6.2
Author Ben Mears returns to his childhood home of Jerusalem's Lot only to discover his hometown is being preyed upon by a bloodthirsty vampire.
Lewis Pullman
Ben Mears
Makenzie Leigh
Susan Norton
Jordan Preston Carter
Mark Petrie
Alfre Woodard
Dr. Cody
Bill Camp
Matt Burke
John Benjamin Hickey
Father Callahan
Nicholas Crovetti
Danny Glick
Spencer Treat Clark
Mike Ryerson
Pilou Asbæk
R.T Straker
Alexander Ward
Kurt Barlow
Danielle Perry
Marjorie Glick
Debra Christofferson
Ann Norton
William Sadler
Parkins Gillespie
Timothy John Smith
Royal Snow
Mike Kaz
Hank Peters
Cade Woodward
Ralphie Glick
Joseph Marrella
Tony Glick
Declan Lemerande
Richie Boddin
Oliver Dauberman
Ollie Griffen
Rebecca Gibel
Mabel Werts
James Milord
Henry Petrie
Fedna Jacquet
June Petrie
Marilyn Busch
Eva Miller
Michael Steven Costello
Larry Crockett
Avery Bederman
Ruthie Crockett
Derek Mears
Hubert Marsten
Jim Patton
Dell Markey
Kellan Rhude
Floyd Tibbits
Sage Rudnick
Becky Werts
Anna Rizzo
Night Nurse
Celeste Oliva
Nurse Clarkin
Fred Robbins
Win Purinton
Director, Screenplay
Gary Dauberman
Novel
Stephen King
October 11, 2024
5
"Salem's Lot" is a well paced and perfectly watchable film that often manages to strike out on its own with a considerable degree of success.

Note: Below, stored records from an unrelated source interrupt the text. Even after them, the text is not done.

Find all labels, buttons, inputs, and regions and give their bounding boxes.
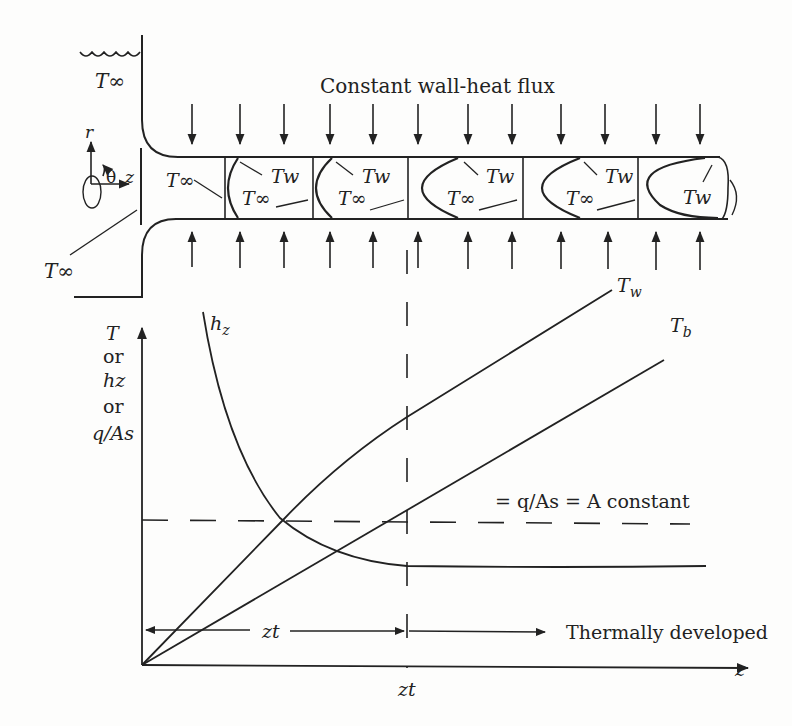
y-axis-label-or: or bbox=[103, 395, 124, 417]
hz-curve-label: hz bbox=[210, 312, 230, 338]
flux-arrows-top bbox=[192, 104, 700, 144]
section-center-label: T∞ bbox=[338, 187, 367, 209]
developed-label: Thermally developed bbox=[566, 621, 768, 643]
entrance-span-label: zt bbox=[261, 620, 280, 642]
inlet-temp-label: T∞ bbox=[44, 259, 74, 283]
curve-Tw bbox=[142, 290, 612, 665]
r-label: r bbox=[85, 122, 94, 142]
theta-rotation bbox=[83, 176, 101, 208]
entrance-span bbox=[146, 630, 545, 632]
profile-2 bbox=[316, 158, 332, 218]
Tw-curve-label: Tw bbox=[617, 274, 642, 300]
z-label-tube: z bbox=[124, 167, 135, 187]
section-center-label: T∞ bbox=[242, 187, 271, 209]
section-center-label: T∞ bbox=[566, 187, 595, 209]
diagram-canvas: r θ z T∞ T∞ Constant wall-heat flux bbox=[0, 0, 792, 726]
diagram-svg: r θ z T∞ T∞ Constant wall-heat flux bbox=[0, 0, 792, 726]
flux-constant-label: = q/As = A constant bbox=[495, 490, 690, 512]
section-center-label: T∞ bbox=[447, 187, 476, 209]
y-axis-label-or: or bbox=[103, 345, 124, 367]
y-axis-label-hz: hz bbox=[103, 369, 126, 391]
section-wall-label: Tw bbox=[362, 165, 390, 187]
section-wall-label: Tw bbox=[271, 165, 299, 187]
section-center-label: T∞ bbox=[166, 169, 195, 191]
theta-arrow bbox=[103, 165, 105, 176]
x-axis bbox=[142, 665, 748, 668]
developed-arrow bbox=[409, 631, 545, 632]
flux-arrows-bottom bbox=[192, 232, 700, 270]
profile-1 bbox=[228, 158, 238, 218]
curve-hz bbox=[203, 312, 706, 567]
section-wall-label: Tw bbox=[486, 165, 514, 187]
diagram-title: Constant wall-heat flux bbox=[320, 74, 556, 98]
curve-Tb bbox=[142, 360, 664, 665]
y-axis-label-flux: q/As bbox=[92, 422, 134, 444]
tube-end-cap-curl bbox=[730, 180, 737, 215]
inlet-leader-line bbox=[70, 210, 137, 255]
section-wall-label: Tw bbox=[683, 186, 711, 208]
x-tick-zt: zt bbox=[397, 678, 416, 700]
section-wall-label: Tw bbox=[605, 165, 633, 187]
y-axis-label-T: T bbox=[106, 322, 120, 344]
graph-curves bbox=[142, 290, 706, 665]
reservoir-temp-label: T∞ bbox=[95, 69, 125, 93]
flux-constant-line bbox=[142, 520, 690, 524]
tube-end-cap bbox=[718, 157, 728, 219]
Tb-curve-label: Tb bbox=[670, 314, 692, 340]
x-axis-label: z bbox=[734, 658, 746, 680]
water-surface bbox=[80, 52, 140, 56]
theta-label: θ bbox=[106, 167, 116, 187]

However, it proves to be a different matter entirely when it tackles the more spooky scenes which had the hallucinatory quality of a fever dream and made the original such a compulsive and memorable viewing experience. It recreates each one of these scenes, but with considerably less effectiveness (this is in large part due to the noticeable absence of Harry Sukman's superb music to magnify and intensify them) and as a direct consequence of this the scenes in question - Marjorie Glick on a mortician's table rising to join the undead, Mike Ryerson returning from the dead and so on - lack the necessary fear and tension in this latest incarnation which just confirms that Tobe Hooper's version of "Salem's Lot" (1979) is still the ultimate in terror.